GIULIANO WATCHED UNTIL THE SLENDER, LONELY FIGURE of Anastasius disappeared into the distance, then he walked over the rough ground and climbed back up to the road, joining it farther to the south and west. Was that the true Golgotha on which they had stood? The desolation of it seeped into his bones, drowning his mind. Why hast Thou forsaken me? The cry of every human soul who looks upon despair.
Was the sad, powerful face on the wooden painting he carried really that of Mary? It didn’t matter. The passion was real. Who cared if it was this place or that place? This woman or another?
Why did the sight of Anastasius dressed as a woman trouble Giuliano so much? He not only looked so natural in the clothes, he even changed his walk and the angle of his head. The way he looked at the passing men was feminine, different. His character had changed. He was no longer the friend Giuliano had come to know so well. At least he thought he had. There were days at a time when he forgot that Anastasius was a eunuch. His sexuality, or lack of it, was of no importance. It was his courage, his gentleness, his intelligence, his quick wit and soaring imagination that mattered and made him who he was.
Now suddenly the whole issue was forced into the open. Anastasius truly was a third gender, neither male nor female. He could slip from one to the other as silk changed in the light, almost as if there were nothing innate that defined him.
But it was worse than that. It was something deeper, something within himself, that troubled him. He had found Anastasius dressed as a woman to be beautiful. He knew perfectly well that he was, if not a man, then definitely male, yet momentarily he had responded to him as if he had been female. He had felt protective and then been aware of the sharp stirrings of sexual attraction.
Giuliano was relieved that he had to go to Jaffa and there was no real question of his traveling to Sinai as well.
Yet the moment Anastasius, such a vulnerable figure, was gone, he felt strangely alone. He would soon be surrounded by people, but there was no one to whom he could speak of the burdens inside him, the guilt at having fallen so far short of being the kind of friend Anastasius needed and deserved.
Perhaps worse than that, cutting more deeply into the fabric of himself, he was not the man he himself needed to be. He had realized that perhaps he could not love, passionately or with lifelong honor and completeness, as his mother could not and his father did so unrequitedly. Perhaps the depth of that was not in him. But he had believed that friendship was another kind of love just as profound and just as precious. And he was wrong in that, too.
Had Anastasius the gentleness to forgive that? Out of the great well of his loneliness, the compassion Giuliano had seen in him so often, could he? And should he?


_Activity_
Pictures are to be omitted, and every entry below is to be restated exactly.

(Dataset listings of figures)

== == ==

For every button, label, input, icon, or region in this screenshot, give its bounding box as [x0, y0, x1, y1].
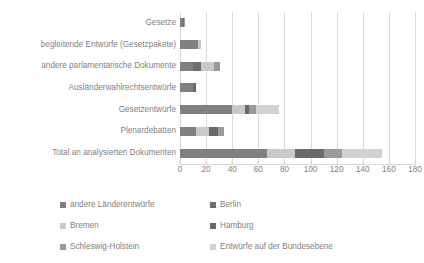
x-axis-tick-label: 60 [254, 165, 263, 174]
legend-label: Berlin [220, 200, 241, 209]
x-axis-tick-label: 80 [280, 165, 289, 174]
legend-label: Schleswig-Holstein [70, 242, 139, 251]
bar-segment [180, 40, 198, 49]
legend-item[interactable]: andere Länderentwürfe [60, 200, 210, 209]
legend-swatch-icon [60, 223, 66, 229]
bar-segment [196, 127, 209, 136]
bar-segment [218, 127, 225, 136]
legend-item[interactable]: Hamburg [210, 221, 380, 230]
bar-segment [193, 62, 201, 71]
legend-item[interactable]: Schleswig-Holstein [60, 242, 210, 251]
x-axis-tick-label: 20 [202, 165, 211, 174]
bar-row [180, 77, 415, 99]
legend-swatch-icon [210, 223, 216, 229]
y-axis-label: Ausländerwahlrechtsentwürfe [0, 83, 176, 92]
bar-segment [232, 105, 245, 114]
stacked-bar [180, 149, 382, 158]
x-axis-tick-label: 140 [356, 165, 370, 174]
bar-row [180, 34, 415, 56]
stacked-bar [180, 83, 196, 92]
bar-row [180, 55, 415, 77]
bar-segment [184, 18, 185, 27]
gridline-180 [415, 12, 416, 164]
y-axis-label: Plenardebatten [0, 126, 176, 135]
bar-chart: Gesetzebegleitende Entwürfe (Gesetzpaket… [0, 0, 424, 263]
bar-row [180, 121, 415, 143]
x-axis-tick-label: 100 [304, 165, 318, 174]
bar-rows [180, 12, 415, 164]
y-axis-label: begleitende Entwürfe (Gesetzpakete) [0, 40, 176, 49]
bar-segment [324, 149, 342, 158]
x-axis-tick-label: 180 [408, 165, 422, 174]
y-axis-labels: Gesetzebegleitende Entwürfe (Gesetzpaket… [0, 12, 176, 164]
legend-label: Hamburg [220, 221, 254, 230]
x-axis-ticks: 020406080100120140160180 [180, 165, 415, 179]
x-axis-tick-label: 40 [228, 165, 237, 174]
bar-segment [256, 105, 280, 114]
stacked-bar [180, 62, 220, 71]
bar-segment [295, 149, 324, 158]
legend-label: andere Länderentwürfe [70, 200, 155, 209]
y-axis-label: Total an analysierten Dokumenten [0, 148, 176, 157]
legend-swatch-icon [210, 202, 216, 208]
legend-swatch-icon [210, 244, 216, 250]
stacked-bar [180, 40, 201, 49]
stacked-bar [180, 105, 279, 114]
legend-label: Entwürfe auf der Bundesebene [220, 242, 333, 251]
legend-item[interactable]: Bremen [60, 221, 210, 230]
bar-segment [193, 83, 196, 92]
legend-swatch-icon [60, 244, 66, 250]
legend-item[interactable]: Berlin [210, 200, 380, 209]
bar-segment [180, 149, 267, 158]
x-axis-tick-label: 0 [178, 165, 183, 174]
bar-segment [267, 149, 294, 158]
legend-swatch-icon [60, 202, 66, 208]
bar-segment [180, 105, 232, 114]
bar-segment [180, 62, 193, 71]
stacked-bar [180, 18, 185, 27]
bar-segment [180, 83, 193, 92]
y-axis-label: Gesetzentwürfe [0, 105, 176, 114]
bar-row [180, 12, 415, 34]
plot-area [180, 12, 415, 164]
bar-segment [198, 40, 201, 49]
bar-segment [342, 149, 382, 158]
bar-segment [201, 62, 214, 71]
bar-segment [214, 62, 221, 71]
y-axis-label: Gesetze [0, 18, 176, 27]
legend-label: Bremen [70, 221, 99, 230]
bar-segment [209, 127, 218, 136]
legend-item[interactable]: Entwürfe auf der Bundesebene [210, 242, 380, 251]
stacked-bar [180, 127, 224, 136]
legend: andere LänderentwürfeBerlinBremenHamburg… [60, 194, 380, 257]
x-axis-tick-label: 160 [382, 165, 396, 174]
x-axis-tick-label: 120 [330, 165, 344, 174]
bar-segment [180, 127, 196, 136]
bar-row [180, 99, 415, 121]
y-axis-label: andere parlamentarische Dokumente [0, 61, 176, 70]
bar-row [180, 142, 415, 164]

== == ==

_Solution to this exercise_
For every button, label, input, icon, or region in this screenshot, give its bounding box as [x0, y0, x1, y1].
x-axis-tick-label: 60 [254, 165, 263, 174]
legend-label: Berlin [220, 200, 241, 209]
x-axis-tick-label: 80 [280, 165, 289, 174]
legend-label: Schleswig-Holstein [70, 242, 139, 251]
bar-segment [180, 40, 198, 49]
legend-item[interactable]: andere Länderentwürfe [60, 200, 210, 209]
legend-swatch-icon [60, 223, 66, 229]
bar-segment [196, 127, 209, 136]
bar-segment [218, 127, 225, 136]
legend-item[interactable]: Hamburg [210, 221, 380, 230]
bar-segment [193, 62, 201, 71]
legend-item[interactable]: Schleswig-Holstein [60, 242, 210, 251]
x-axis-tick-label: 20 [202, 165, 211, 174]
bar-row [180, 77, 415, 99]
legend-swatch-icon [210, 223, 216, 229]
y-axis-label: Ausländerwahlrechtsentwürfe [0, 83, 176, 92]
bar-segment [232, 105, 245, 114]
stacked-bar [180, 149, 382, 158]
x-axis-tick-label: 140 [356, 165, 370, 174]
bar-row [180, 34, 415, 56]
stacked-bar [180, 83, 196, 92]
bar-row [180, 55, 415, 77]
bar-segment [184, 18, 185, 27]
gridline-180 [415, 12, 416, 164]
y-axis-label: Plenardebatten [0, 126, 176, 135]
bar-chart: Gesetzebegleitende Entwürfe (Gesetzpaket… [0, 0, 424, 263]
bar-row [180, 121, 415, 143]
x-axis-tick-label: 100 [304, 165, 318, 174]
bar-rows [180, 12, 415, 164]
y-axis-label: begleitende Entwürfe (Gesetzpakete) [0, 40, 176, 49]
bar-segment [324, 149, 342, 158]
x-axis-tick-label: 180 [408, 165, 422, 174]
y-axis-labels: Gesetzebegleitende Entwürfe (Gesetzpaket… [0, 12, 176, 164]
legend-label: Hamburg [220, 221, 254, 230]
x-axis-ticks: 020406080100120140160180 [180, 165, 415, 179]
x-axis-tick-label: 40 [228, 165, 237, 174]
bar-segment [256, 105, 280, 114]
stacked-bar [180, 62, 220, 71]
bar-segment [295, 149, 324, 158]
legend-label: andere Länderentwürfe [70, 200, 155, 209]
y-axis-label: Total an analysierten Dokumenten [0, 148, 176, 157]
legend-swatch-icon [210, 202, 216, 208]
legend-swatch-icon [210, 244, 216, 250]
stacked-bar [180, 40, 201, 49]
stacked-bar [180, 105, 279, 114]
legend-label: Entwürfe auf der Bundesebene [220, 242, 333, 251]
legend-item[interactable]: Bremen [60, 221, 210, 230]
bar-segment [193, 83, 196, 92]
legend-swatch-icon [60, 244, 66, 250]
legend-item[interactable]: Berlin [210, 200, 380, 209]
bar-segment [180, 149, 267, 158]
x-axis-tick-label: 0 [178, 165, 183, 174]
bar-segment [267, 149, 294, 158]
legend-swatch-icon [60, 202, 66, 208]
bar-segment [180, 105, 232, 114]
bar-segment [180, 62, 193, 71]
stacked-bar [180, 18, 185, 27]
bar-segment [180, 83, 193, 92]
y-axis-label: Gesetzentwürfe [0, 105, 176, 114]
bar-row [180, 12, 415, 34]
plot-area [180, 12, 415, 164]
bar-segment [198, 40, 201, 49]
bar-segment [342, 149, 382, 158]
bar-segment [201, 62, 214, 71]
bar-segment [214, 62, 221, 71]
y-axis-label: Gesetze [0, 18, 176, 27]
legend-label: Bremen [70, 221, 99, 230]
bar-segment [209, 127, 218, 136]
legend-item[interactable]: Entwürfe auf der Bundesebene [210, 242, 380, 251]
stacked-bar [180, 127, 224, 136]
legend: andere LänderentwürfeBerlinBremenHamburg… [60, 194, 380, 257]
x-axis-tick-label: 160 [382, 165, 396, 174]
x-axis-tick-label: 120 [330, 165, 344, 174]
bar-segment [180, 127, 196, 136]
bar-row [180, 99, 415, 121]
y-axis-label: andere parlamentarische Dokumente [0, 61, 176, 70]
bar-row [180, 142, 415, 164]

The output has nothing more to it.